When is the best time during the workout to train strength?
“It depends.”
Exactly the answer you did not want to hear.
Coach Chris has a Masters in Kinesiology. He elaborates:
… I would put the strength/conditioning at the beginning of the workout during the off-season as you should be focused on building strength in order to both enhance and enable skill development. To maximize strength development, it’s important for the gymnasts to not be fatigued.
During the season, I would put it at the end of practice. By this time, your training emphasis will have shifted more to technical preparation and trying to make the routines as good as possible for competition. …
We’re often linking to strength videos posted by men’s coach Christopher Sommer from Arizona.
He’s one of the preeminent strength gurus in our sport.
Now you can get all that expertise for $44.00. … UPDATE: Check the shipping charges. A Canadian coach was billed $26 USD shipping. His cost delivered to a remote island in the Atlantic, C$80. In the U.S. shipping is only about $12.15.
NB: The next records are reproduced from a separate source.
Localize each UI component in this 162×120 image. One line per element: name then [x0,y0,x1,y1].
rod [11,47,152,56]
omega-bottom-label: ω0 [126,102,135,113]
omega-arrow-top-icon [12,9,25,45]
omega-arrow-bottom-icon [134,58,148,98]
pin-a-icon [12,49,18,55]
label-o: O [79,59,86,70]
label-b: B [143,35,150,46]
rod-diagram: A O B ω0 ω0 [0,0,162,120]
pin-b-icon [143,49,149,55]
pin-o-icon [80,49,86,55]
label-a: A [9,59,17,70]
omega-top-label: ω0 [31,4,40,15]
… Extremely comprehensive and detailed, with nearly 200 exercises (many of which have never been seen before by the general public) and well over 500 photographs, it is a complete developmental template for building the essential foundation of strength required for all gymnastics success. Whether you are a competitive athlete looking for an edge, a fitness enthusiast or just beginning a healthier lifestyle, Building the Gymnastic Body is the answer …
A small statistical analysis from IG forum posted by spezi3. In brackets are the number of mentions of each athlete on that site vis-a-vis each apparatus.
BEAM
1. Yang Bo (21) – video
2. Tatiana Lysenko (14)
3. Olga Mostepanova (10)
4. Kui Yuanyuan (10)
5. Oksana Omelianchik (10)
6. Shannon Miller (10)
7. Nastia Luikin (10)
8. Aurelia Dobre (9)
9. Li Li (9)
10. Mo Huilan (9)
11. Catalina Ponor (9)
The results show that after 20 years, Yang Bo’s beam work is timeless. There was the biggest difference between the number of votes between 1st and 2nd place on any of the events.
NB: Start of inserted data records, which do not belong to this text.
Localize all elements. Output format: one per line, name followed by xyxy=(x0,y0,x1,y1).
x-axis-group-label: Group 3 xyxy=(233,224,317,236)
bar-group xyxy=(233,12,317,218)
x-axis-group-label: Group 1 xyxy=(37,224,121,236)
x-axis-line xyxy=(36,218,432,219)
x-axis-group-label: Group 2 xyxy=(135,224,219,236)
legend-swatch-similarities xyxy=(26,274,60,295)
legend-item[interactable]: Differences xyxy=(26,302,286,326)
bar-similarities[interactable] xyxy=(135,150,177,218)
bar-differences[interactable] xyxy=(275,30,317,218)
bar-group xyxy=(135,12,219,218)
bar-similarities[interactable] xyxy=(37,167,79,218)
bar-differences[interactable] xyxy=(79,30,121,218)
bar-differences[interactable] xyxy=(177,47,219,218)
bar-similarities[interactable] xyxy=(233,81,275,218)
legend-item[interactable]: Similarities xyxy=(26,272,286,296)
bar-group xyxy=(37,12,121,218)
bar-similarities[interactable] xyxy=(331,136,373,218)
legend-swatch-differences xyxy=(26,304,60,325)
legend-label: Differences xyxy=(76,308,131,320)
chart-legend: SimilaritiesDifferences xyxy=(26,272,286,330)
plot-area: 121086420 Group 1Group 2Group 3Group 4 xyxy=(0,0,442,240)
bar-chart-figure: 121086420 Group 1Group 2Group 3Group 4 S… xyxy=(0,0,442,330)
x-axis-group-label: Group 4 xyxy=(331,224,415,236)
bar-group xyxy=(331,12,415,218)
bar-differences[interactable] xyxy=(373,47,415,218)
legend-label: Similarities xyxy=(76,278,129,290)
Ha. Oksana Omelianchik, one of the weakest tumblers ever put on the Floor by the old Soviet Union, is #1 on Floor.
I was there in 1985 when she was co-World Champion with Shushanova. This routine was shocking and revolutionary in many ways at that time. The talk of the competition.
Great idea. Gymnastike is going to post an NCAA routine of the week, each week.
Elyse Hopfner-Hibbs of UCLA, … With this routine, Elyse is tied with Courtney McCool for the highest floor routine score in the NCAA after week 1 with a 9.925.
A real crowd pleaser. This is much stronger than McCool’s.
Elyse is a member of the 2008 Canadian Olympic team and placed 16th in the Olympic All-Around. … She was the first Canadian woman ever to win a World Championship medal when she placed third on beam at the 2006 Worlds in Denmark.
Andrew Thornton links to Elyse’s Olympic routine (video) from Beijing as an example of how much less entertaining are the FIG routines these days.
Andy also links to Brittany McCullough’s Floor from that first UCLA meet of the year. Even with watered down tumbling, you can see that Brittany may be the gymnast to beat on this apparatus come Nationals.
Actually, the stuff the guys do at these Spectaculars is quite good. Reasonable difficulty with panache and humour. I’d watch an edit of the Men’s gymnastics.
But a backspring on beam in a short skirt? Most 7yr-old gymnasts would be disappointed with that level of “difficulty”.